409. REID & GRETTON, supra note 288, at 138 (quoting Trees Can Lie Where They Fall, Says Access Wrangle Man, INVERNESS COURIER, July 13, 2007, available at http://

www.inverness-courier.co.uk/news/fullstory.php/aid/3343;Trees_can_lie_where_

they_fall,_says_access_wrangle_man.html).

410. Id. at 136–37 (commenting that the sheriff’s decision caused a “sense of unreal-ity” to settle over the reader); Guthrie, supra note 112, at 137 (offering the milder complaint that “it seems unfortunate that the only remedy arises after the dam-age has already been done”).

411. Tuley v. Highland Council, [2009] CSIH 31A, (2009) S.L.T. 616 (Scot.).

412. Id. at [26]–[35]; (2009) S.L.T. at 622–24. Lord Eassie was especially critical of the sheriff’s attempt to qualify the Tuleys’ expert’s testimony by suggesting that a small number of horses trampling down the red track in good weather might not lead to any significant damage. Id. at [30]; (2009) S.L.T. at 623. As any visitor to Inverness knows, inclement weather is not at all unusual in this part of Scotland.

413. Id. at [13]–[17]; (2009) S.L.T. at 619–20 (Lord Eassie derives this point from sec-tions 2(2) and 3(2) of the LRSA).

414. Id. at [32]–[33]; (2009) S.L.T. at 624.

landowners like the Tuleys would be required to allow a mode of ac-cess likely to damage their land and would be prohibited from taking reasonable precautionary measures that could preserve the land’s rec-reational value for a broader spectrum of access takers.415 In short, Lord Eassie concluded that the Tuleys were acting responsibly in preventing equestrian access to the red track to protect its accessibil-ity to pedestrian visitors.416

Although he could have stopped here, the second chapter of Lord Eassie’s opinion addressed an alternative ground for appeal raised by the Tuleys—whether section 14(1) of the LRSA should be read in a strictly objective manner.417 If it were, the Tuleys warned, landown-ers like themselves might be held in breach simply for posting warn-ing notices or erectwarn-ing any barrier preventwarn-ing entry to land. For example, a landowner who put up a sign warning access takers not to enter a wood where tree felling is being carried out could violate sec-tion 14(1) when in fact her “underlying” purpose was simply to pre-vent the access taker from getting hurt.418

Once again Lord Eassie agreed with the Tuleys. Turning to legis-lative history, he observed that the Scottish Parliament actually re-jected an amendment that seemed to import such an objective strict liability approach to section 14(1).419 By retaining the “protean” lan-guage that now constitutes section 14(1),420 the final version of the LRSA preserved, in Lord Eassie’s view, a court’s ability to make a sub-jective assessment of landowner intention in cases like Tuley.421 Thus, courts can ask whether a landowner’s actions in putting up a sign or notice, erecting a fence or wall, or planting a hedge or crop are motivated simply by the desire to limit access, by a “genuine concern”

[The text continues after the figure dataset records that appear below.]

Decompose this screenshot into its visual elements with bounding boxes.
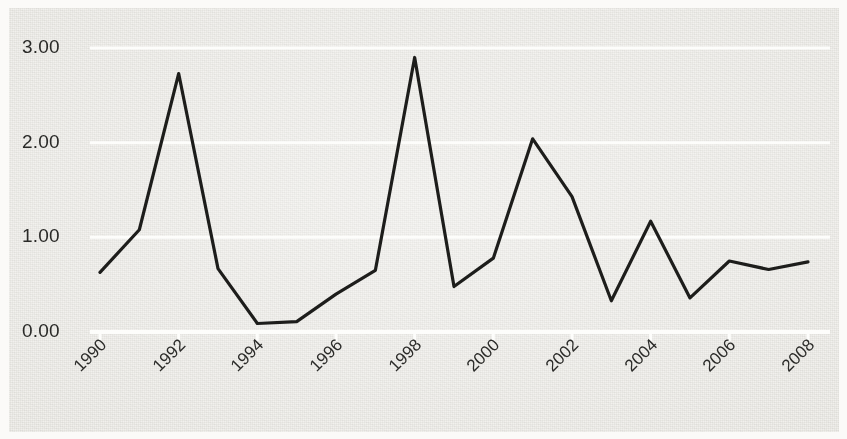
y-tick-label: 0.00 — [22, 320, 60, 342]
data-line — [100, 57, 808, 323]
y-tick-label: 1.00 — [22, 225, 60, 247]
line-chart-plot — [0, 0, 847, 439]
gridlines — [90, 48, 830, 237]
y-tick-label: 3.00 — [22, 36, 60, 58]
chart-figure: 0.001.002.003.00 19901992199419961998200… — [0, 0, 847, 439]
y-tick-label: 2.00 — [22, 131, 60, 153]
data-line-series — [100, 57, 808, 323]
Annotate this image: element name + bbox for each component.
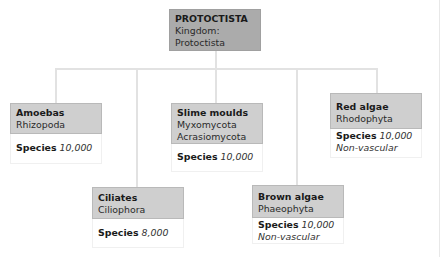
species-label: Species <box>258 219 299 230</box>
node-header: Red algae Rhodophyta <box>330 93 422 129</box>
connector-ciliates <box>136 68 138 188</box>
node-phylum: Rhizopoda <box>16 119 96 131</box>
connector-red-algae <box>376 68 378 93</box>
vascular-note: Non-vascular <box>258 231 338 243</box>
species-label: Species <box>177 151 218 162</box>
node-amoebas: Amoebas Rhizopoda Species 10,000 <box>10 103 102 164</box>
node-body: Species 8,000 <box>92 219 184 248</box>
species-count: 8,000 <box>142 227 169 238</box>
root-title: PROTOCTISTA <box>175 13 255 25</box>
root-rank: Kingdom: <box>175 25 255 37</box>
node-body: Species 10,000 Non-vascular <box>252 218 344 244</box>
node-header: Brown algae Phaeophyta <box>252 185 344 218</box>
frame-edge <box>439 0 440 257</box>
connector-slime-moulds <box>215 68 217 104</box>
node-red-algae: Red algae Rhodophyta Species 10,000 Non-… <box>330 93 422 158</box>
node-header: Ciliates Ciliophora <box>92 187 184 219</box>
species-count: 10,000 <box>221 151 254 162</box>
node-title: Amoebas <box>16 107 96 119</box>
species-count: 10,000 <box>60 142 93 153</box>
node-title: Red algae <box>336 101 416 113</box>
root-name: Protoctista <box>175 37 255 49</box>
species-count: 10,000 <box>302 219 335 230</box>
node-title: Slime moulds <box>177 107 257 119</box>
node-header: Slime moulds Myxomycota Acrasiomycota <box>171 103 263 144</box>
vascular-note: Non-vascular <box>336 142 416 154</box>
node-phylum: Ciliophora <box>98 204 178 216</box>
node-phylum: Myxomycota <box>177 119 257 131</box>
connector-amoebas <box>55 68 57 104</box>
node-ciliates: Ciliates Ciliophora Species 8,000 <box>92 187 184 248</box>
node-phylum: Phaeophyta <box>258 203 338 215</box>
node-phylum: Rhodophyta <box>336 113 416 125</box>
connector-root-down <box>215 50 217 70</box>
species-label: Species <box>98 227 139 238</box>
node-slime-moulds: Slime moulds Myxomycota Acrasiomycota Sp… <box>171 103 263 172</box>
root-header: PROTOCTISTA Kingdom: Protoctista <box>169 9 261 51</box>
node-brown-algae: Brown algae Phaeophyta Species 10,000 No… <box>252 185 344 244</box>
species-count: 10,000 <box>380 130 413 141</box>
root-node: PROTOCTISTA Kingdom: Protoctista <box>169 9 261 51</box>
species-label: Species <box>336 130 377 141</box>
node-title: Ciliates <box>98 192 178 204</box>
node-title: Brown algae <box>258 191 338 203</box>
node-body: Species 10,000 Non-vascular <box>330 129 422 158</box>
node-body: Species 10,000 <box>10 134 102 164</box>
species-label: Species <box>16 142 57 153</box>
node-phylum: Acrasiomycota <box>177 131 257 143</box>
node-header: Amoebas Rhizopoda <box>10 103 102 134</box>
connector-brown-algae <box>296 68 298 186</box>
node-body: Species 10,000 <box>171 144 263 172</box>
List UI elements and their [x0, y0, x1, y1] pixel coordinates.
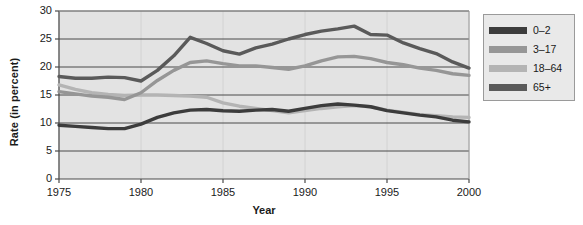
legend-item-3-17: 3–17 [489, 40, 569, 59]
legend-swatch-0-2 [489, 27, 527, 34]
legend-item-65plus: 65+ [489, 78, 569, 97]
chart-figure: Rate (in percent) Year 30 25 20 15 10 5 … [0, 0, 583, 225]
legend-item-0-2: 0–2 [489, 21, 569, 40]
legend-swatch-3-17 [489, 46, 527, 53]
legend-swatch-65plus [489, 84, 527, 91]
legend-swatch-18-64 [489, 65, 527, 72]
legend-label-3-17: 3–17 [533, 44, 556, 55]
legend-label-0-2: 0–2 [533, 25, 551, 36]
legend-item-18-64: 18–64 [489, 59, 569, 78]
chart-plot-container: Rate (in percent) Year 30 25 20 15 10 5 … [0, 0, 470, 225]
chart-legend: 0–2 3–17 18–64 65+ [483, 14, 575, 101]
legend-label-18-64: 18–64 [533, 63, 562, 74]
legend-label-65plus: 65+ [533, 82, 551, 93]
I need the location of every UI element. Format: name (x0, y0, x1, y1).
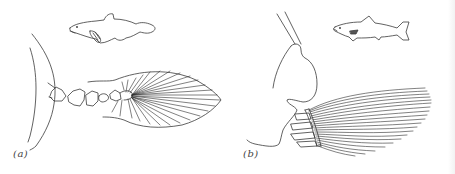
fin-rays (309, 88, 431, 156)
page-edge-shadow (448, 0, 455, 174)
body-wall-outline (28, 34, 55, 150)
coelacanth-icon (70, 14, 155, 43)
panel-label-b: (b) (243, 148, 259, 159)
panel-label-a: (a) (13, 148, 28, 159)
ray-fin-drawing (225, 0, 455, 174)
panel-a-lobe-fin: (a) (0, 0, 228, 174)
body-outline (247, 12, 317, 146)
fin-rays (112, 71, 220, 125)
bony-axis (48, 83, 133, 106)
panel-b-ray-fin: (b) (225, 0, 455, 174)
lobe-fin-drawing (0, 0, 228, 174)
salmon-icon (334, 16, 410, 41)
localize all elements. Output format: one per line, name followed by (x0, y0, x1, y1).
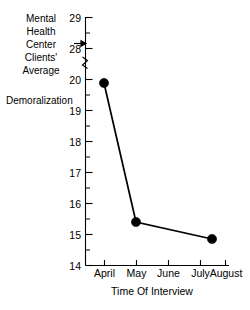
x-axis-title: Time Of Interview (111, 285, 193, 297)
reference-label-line-1: Mental (26, 13, 56, 24)
y-tick-label-19: 19 (69, 105, 81, 117)
data-point-august (207, 234, 216, 243)
reference-label-line-2: Health (27, 26, 56, 37)
reference-label-line-5: Average (22, 65, 60, 76)
y-axis-break-icon (83, 57, 88, 69)
y-tick-label-17: 17 (69, 167, 81, 179)
reference-label-line-3: Center (26, 39, 57, 50)
x-tick-label-june: June (157, 267, 180, 279)
y-tick-label-28: 28 (69, 43, 81, 55)
x-tick-label-may: May (127, 267, 148, 279)
y-tick-label-18: 18 (69, 136, 81, 148)
data-point-may (131, 217, 140, 226)
chart-container: 29 28 20 19 18 17 16 15 14 April May Jun… (0, 0, 250, 310)
y-tick-label-16: 16 (69, 198, 81, 210)
data-point-april (99, 78, 108, 87)
y-tick-label-20: 20 (69, 74, 81, 86)
reference-label-line-4: Clients' (25, 52, 58, 63)
y-tick-label-15: 15 (69, 229, 81, 241)
x-tick-label-august: August (210, 267, 243, 279)
reference-annotation-label: Mental Health Center Clients' Average (22, 13, 60, 76)
series-name-label: Demoralization (6, 95, 73, 106)
y-tick-label-29: 29 (69, 12, 81, 24)
y-tick-label-14: 14 (69, 260, 81, 272)
series-line-demoralization (104, 83, 212, 239)
line-chart: 29 28 20 19 18 17 16 15 14 April May Jun… (0, 0, 250, 310)
x-tick-label-july: July (191, 267, 210, 279)
x-tick-label-april: April (94, 267, 115, 279)
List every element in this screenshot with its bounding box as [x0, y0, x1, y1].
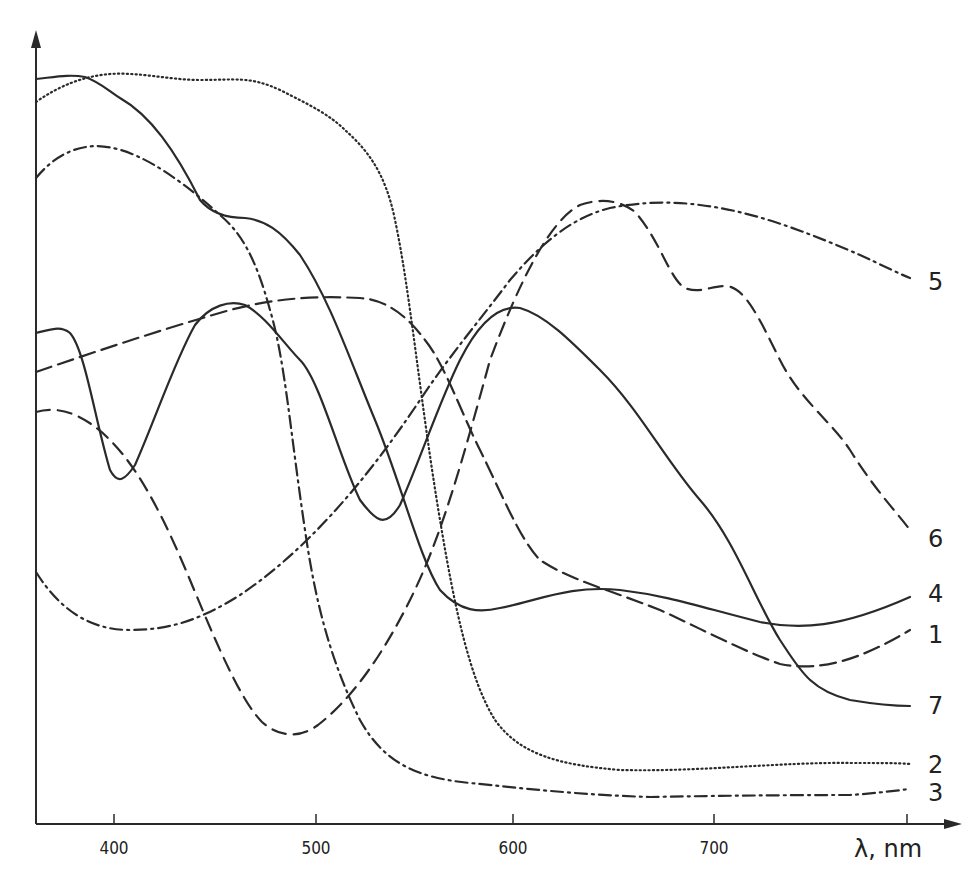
x-ticks: [114, 814, 907, 824]
x-axis-arrow-icon: [944, 819, 962, 829]
x-axis-label: λ, nm: [854, 835, 922, 863]
curve-label-1: 1: [928, 621, 943, 649]
curve-label-2: 2: [928, 751, 943, 779]
spectral-chart: 400 500 600 700 λ, nm 5 6 4 1 7 2 3: [0, 0, 977, 882]
curve-1: [36, 297, 910, 666]
x-tick-label-500: 500: [301, 838, 330, 858]
x-tick-label-400: 400: [99, 838, 128, 858]
curve-label-4: 4: [928, 580, 943, 608]
curve-5: [36, 203, 910, 630]
x-tick-label-700: 700: [699, 838, 728, 858]
curve-label-6: 6: [928, 525, 943, 553]
curve-label-3: 3: [928, 779, 943, 807]
curve-label-5: 5: [928, 268, 943, 296]
curve-6: [36, 201, 910, 734]
curve-7: [36, 76, 910, 626]
curve-label-7: 7: [928, 692, 943, 720]
curve-4: [36, 303, 910, 706]
curve-2: [36, 74, 910, 771]
y-axis-arrow-icon: [31, 30, 41, 48]
curve-3: [36, 146, 910, 797]
x-tick-label-600: 600: [498, 838, 527, 858]
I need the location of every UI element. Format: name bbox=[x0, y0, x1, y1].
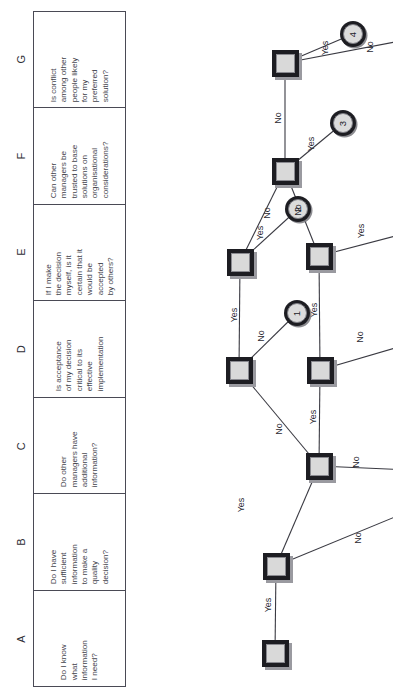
outcome-circle-face: 4 bbox=[343, 24, 363, 44]
column-letter-b: B bbox=[15, 538, 27, 546]
edge-a-yes-label: Yes bbox=[263, 598, 273, 613]
outcome-number: 4 bbox=[347, 31, 358, 36]
column-letter-slot: E bbox=[11, 242, 31, 262]
decision-tree-diagram: 12345678YesNoYesNoYesNoNoYesNoYesYesNoYe… bbox=[130, 0, 393, 699]
question-cell-e: If I make the decision myself, is it cer… bbox=[33, 204, 126, 300]
node-inner bbox=[310, 457, 329, 476]
question-text: Is acceptance of my decision critical to… bbox=[53, 304, 105, 395]
column-letter-slot: B bbox=[11, 532, 31, 552]
node-d-upper[interactable] bbox=[226, 357, 256, 387]
column-letter-slot: F bbox=[11, 146, 31, 166]
node-c[interactable] bbox=[306, 453, 336, 483]
node-g[interactable] bbox=[272, 50, 302, 80]
question-cell-g: Is conflict among other people likely fo… bbox=[33, 11, 126, 107]
edge-e-up-yes-label: Yes bbox=[255, 226, 265, 241]
column-letter-a: A bbox=[15, 635, 27, 643]
node-outer bbox=[227, 249, 254, 276]
column-letter-e: E bbox=[15, 249, 27, 257]
edge-b-yes-c-label: Yes bbox=[236, 498, 246, 513]
outcome-1[interactable]: 1 bbox=[284, 300, 310, 326]
node-d-lower[interactable] bbox=[307, 357, 337, 387]
node-e-upper[interactable] bbox=[227, 249, 257, 279]
question-text: Do other managers have additional inform… bbox=[59, 400, 101, 491]
outcome-4[interactable]: 4 bbox=[340, 21, 366, 47]
question-text: Is conflict among other people likely fo… bbox=[48, 14, 110, 105]
question-text: Can other managers be trusted to base so… bbox=[48, 111, 110, 202]
edge-f-yes-label: Yes bbox=[306, 137, 316, 152]
edge-g-no-label: No bbox=[365, 41, 375, 53]
edge-f-no-label: No bbox=[273, 112, 283, 124]
column-letter-f: F bbox=[15, 152, 27, 159]
question-text: Do I have sufficient information to make… bbox=[48, 497, 110, 588]
node-inner bbox=[276, 162, 295, 181]
question-table: Do I know what information I need?Do I h… bbox=[33, 11, 126, 687]
edge-g-yes-label: Yes bbox=[320, 41, 330, 56]
question-cell-a: Do I know what information I need? bbox=[33, 590, 126, 687]
edge-d-up-no-label: No bbox=[256, 330, 266, 342]
node-outer bbox=[307, 357, 334, 384]
node-outer bbox=[272, 158, 299, 185]
node-outer bbox=[263, 553, 290, 580]
outcome-number: 3 bbox=[337, 120, 348, 125]
node-inner bbox=[230, 361, 249, 380]
node-inner bbox=[231, 253, 250, 272]
column-letter-strip: ABCDEFG bbox=[11, 11, 31, 687]
node-a[interactable] bbox=[262, 640, 292, 670]
column-letter-slot: G bbox=[11, 49, 31, 69]
node-inner bbox=[266, 644, 285, 663]
node-outer bbox=[306, 243, 333, 270]
column-letter-slot: A bbox=[11, 629, 31, 649]
question-cell-d: Is acceptance of my decision critical to… bbox=[33, 300, 126, 396]
edge-d-low-yes-label: Yes bbox=[309, 303, 319, 318]
column-letter-slot: C bbox=[11, 436, 31, 456]
edge-e-low-no-label: No bbox=[293, 204, 303, 216]
question-cell-b: Do I have sufficient information to make… bbox=[33, 493, 126, 589]
question-text: Do I know what information I need? bbox=[59, 593, 101, 684]
node-inner bbox=[311, 361, 330, 380]
column-letter-c: C bbox=[15, 441, 27, 449]
edge-c-yes-d-label: Yes bbox=[308, 410, 318, 425]
node-outer bbox=[262, 640, 289, 667]
column-letter-d: D bbox=[15, 345, 27, 353]
node-outer bbox=[226, 357, 253, 384]
node-outer bbox=[272, 50, 299, 77]
column-letter-g: G bbox=[15, 55, 27, 64]
outcome-3[interactable]: 3 bbox=[330, 110, 356, 136]
figure-root: ABCDEFG Do I know what information I nee… bbox=[0, 0, 393, 699]
edge-b-no-outcome8 bbox=[276, 474, 393, 566]
outcome-circle-face: 1 bbox=[287, 303, 307, 323]
edge-e-low-yes-label: Yes bbox=[356, 224, 366, 239]
node-b[interactable] bbox=[263, 553, 293, 583]
edge-lines bbox=[130, 0, 393, 699]
edge-c-no-outcome8-label: No bbox=[351, 456, 361, 468]
question-cell-c: Do other managers have additional inform… bbox=[33, 397, 126, 493]
edge-d-up-yes-label: Yes bbox=[229, 308, 239, 323]
question-cell-f: Can other managers be trusted to base so… bbox=[33, 107, 126, 203]
node-inner bbox=[310, 247, 329, 266]
question-text: If I make the decision myself, is it cer… bbox=[43, 207, 116, 298]
edge-b-no-outcome8-label: No bbox=[353, 532, 363, 544]
node-e-lower[interactable] bbox=[306, 243, 336, 273]
node-outer bbox=[306, 453, 333, 480]
outcome-circle-face: 3 bbox=[333, 113, 353, 133]
edge-c-no-d-upper-label: No bbox=[274, 423, 284, 435]
node-inner bbox=[267, 557, 286, 576]
edge-d-low-no-label: No bbox=[355, 331, 365, 343]
edge-e-up-no-label: No bbox=[262, 207, 272, 219]
outcome-number: 1 bbox=[291, 310, 302, 315]
node-inner bbox=[276, 54, 295, 73]
column-letter-slot: D bbox=[11, 339, 31, 359]
node-f[interactable] bbox=[272, 158, 302, 188]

for access takers’ safety, or by some other benign or bona fide inter-est.422 Indeed, Lord Eassie moved well beyond the facts of this dis-pute to suggest the possibly wide scope of permissible landowner decision making that might yet have the secondary effect of prevent-ing or deterrprevent-ing responsible access to the land. For example, he noted:

415. Id. at [33]; (2009) S.L.T. at 624.

416. Id. at [35]; (2009) S.L.T. at 624.

417. Id. at [36]; (2009) S.L.T. at 624.

418. Id. at [37]; (2009) S.L.T. at 624–25.

419. Id. at [38]; (2009) S.L.T. at 625 (The proposed amendment, Lord Eassie noted, would have substituted the words “if it is likely to have the effect, (whether or not intentional)” for the current language of section 14).

420. Id. (noting that the language finally approved for section 14 only classifies barrier erection and similar acts as violations if their “purpose or main purpose” is to deter or prevent access).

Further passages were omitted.